Farmers have backed Trump politically, but his aggressive trade policies and frequently changing tariff rates have come under increasing scrutiny because of the impact on the agricultural sector and because of broader consumer worries.

The aid is the administration’s latest effort to defend Trump’s economic stewardship and answer voter angst about rising costs — even as the president has dismissed concerns about affordability as a Democratic “hoax.”

Upwards of $11 billion is set aside for the U.S. Department of Agriculture’s Farmer Bridge Assistance program, which the White House says will offer one-time payments to farmers for row crops.

Soybeans and sorghum were hit the hardest by the trade dispute with China because more than half of those crops are exported each year with most of the harvest going to China.

The aid is meant to help farmers who have suffered from trade wars with other nations, inflation, and other market disruptions.

The rest of the money will be for farmers who grow crops not covered under the bridge assistance program, according to the White House official. The money is intended to offer certainty to farmers as they market the current harvest, as well as plan for next year’s harvest.

China purchases have been slow

In October, after Trump met Chinese leader Xi Jinping in South Korea, the White House said Beijing had promised to buy at least 12 million metric tons of U.S. soybeans by the end of the calendar year, plus 25 million metric tons a year in each of the next three years. Soybean farmers have been hit especially hard by Trump’s trade war with China, which is the world’s largest buyer of soybeans.

China has purchased more than 2.8 million metric tons of soybeans since Trump announced the agreement at the end of October. That’s only about one quarter of what administration officials said China had promised, but Bessent has said China is on track to meet its goal by the end of February.

“These prices haven’t come in, because the Chinese actually used our soybean farmers as pawns in the trade negotiations,” Bessent said on CBS’ “Face the Nation,” explaining why a “bridge payment” to farmers was needed.

During his first presidency, Trump also provided aid to farmers amid his trade wars. He gave them more than $22 billion in 2019 and nearly $46 billion in 2020, though that year also included aid related to the COVID-19 pandemic.

Trump has also been under pressure to address soaring beef prices, which have hit records for a number of reasons. Demand for beef has been strong at a time when drought has cut U.S. herds and imports from Mexico are down due to a resurgence in a parasite. Trump has said he would allow for more imports of Argentine beef.

He also had asked the Department of Justice to investigate foreign-owned meat packers he accused of driving up the price of beef, although he has not provided evidence to back his claims.

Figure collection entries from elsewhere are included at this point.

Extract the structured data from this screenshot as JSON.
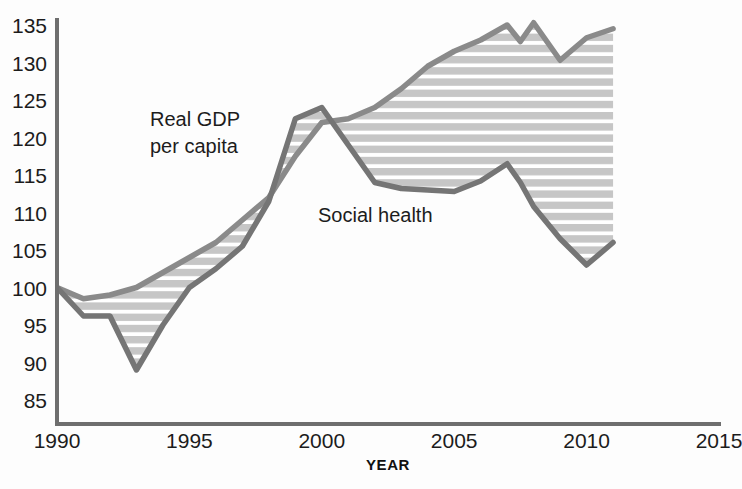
{
  "chart_data": {
    "type": "line",
    "title": "",
    "xlabel": "YEAR",
    "ylabel": "",
    "xlim": [
      1990,
      2015
    ],
    "ylim": [
      83,
      135
    ],
    "grid": false,
    "legend_position": "inline-annotations",
    "xticks": [
      "1990",
      "1995",
      "2000",
      "2005",
      "2010",
      "2015"
    ],
    "xtick_values": [
      1990,
      1995,
      2000,
      2005,
      2010,
      2015
    ],
    "yticks": [
      "85",
      "90",
      "95",
      "100",
      "105",
      "110",
      "115",
      "120",
      "125",
      "130",
      "135"
    ],
    "ytick_values": [
      85,
      90,
      95,
      100,
      105,
      110,
      115,
      120,
      125,
      130,
      135
    ],
    "x": [
      1990,
      1991,
      1992,
      1993,
      1994,
      1995,
      1996,
      1997,
      1998,
      1999,
      2000,
      2001,
      2002,
      2003,
      2004,
      2005,
      2006,
      2007,
      2007.5,
      2008,
      2009,
      2010,
      2011
    ],
    "series": [
      {
        "name": "Real GDP per capita",
        "color": "#8a8a8a",
        "values": [
          100.0,
          98.5,
          99.0,
          100.0,
          102.0,
          104.0,
          106.0,
          109.0,
          112.0,
          117.5,
          122.0,
          122.5,
          124.0,
          126.5,
          129.5,
          131.5,
          133.0,
          135.0,
          132.8,
          135.3,
          130.3,
          133.3,
          134.5
        ]
      },
      {
        "name": "Social health",
        "color": "#757575",
        "values": [
          100.0,
          96.2,
          96.2,
          89.0,
          95.0,
          100.0,
          102.5,
          105.5,
          111.5,
          122.5,
          124.0,
          119.0,
          114.0,
          113.2,
          113.0,
          112.8,
          114.2,
          116.5,
          114.0,
          110.8,
          106.5,
          103.0,
          106.0
        ]
      }
    ],
    "band_fill": {
      "description": "horizontal-striped shading between the two series",
      "stripe_color": "#c6c6c6",
      "gap_color": "#ffffff"
    },
    "annotations": [
      {
        "text_line1": "Real GDP",
        "text_line2": "per capita",
        "x": 1995.2,
        "y": 119.5
      },
      {
        "text_line1": "Social health",
        "text_line2": "",
        "x": 2003.0,
        "y": 109.0
      }
    ]
  },
  "axis": {
    "line_color": "#6e6e6e",
    "xlabel": "YEAR"
  }
}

On Saturday, Trump signed an executive order directing the Justice Department and Federal Trade Commission to look at “anti-competitive behavior” in food supply chains — including seed, fertilizer and equipment — and consider taking enforcement actions or developing new regulations.

___

An earlier version of this story incorrectly attributed the connection to tariffs to a White House official.

___

Associated Press writers Michelle L. Price in Washington, Bill Barrow in Atlanta and Jack Dura in Bismarck, North Dakota contributed to this report.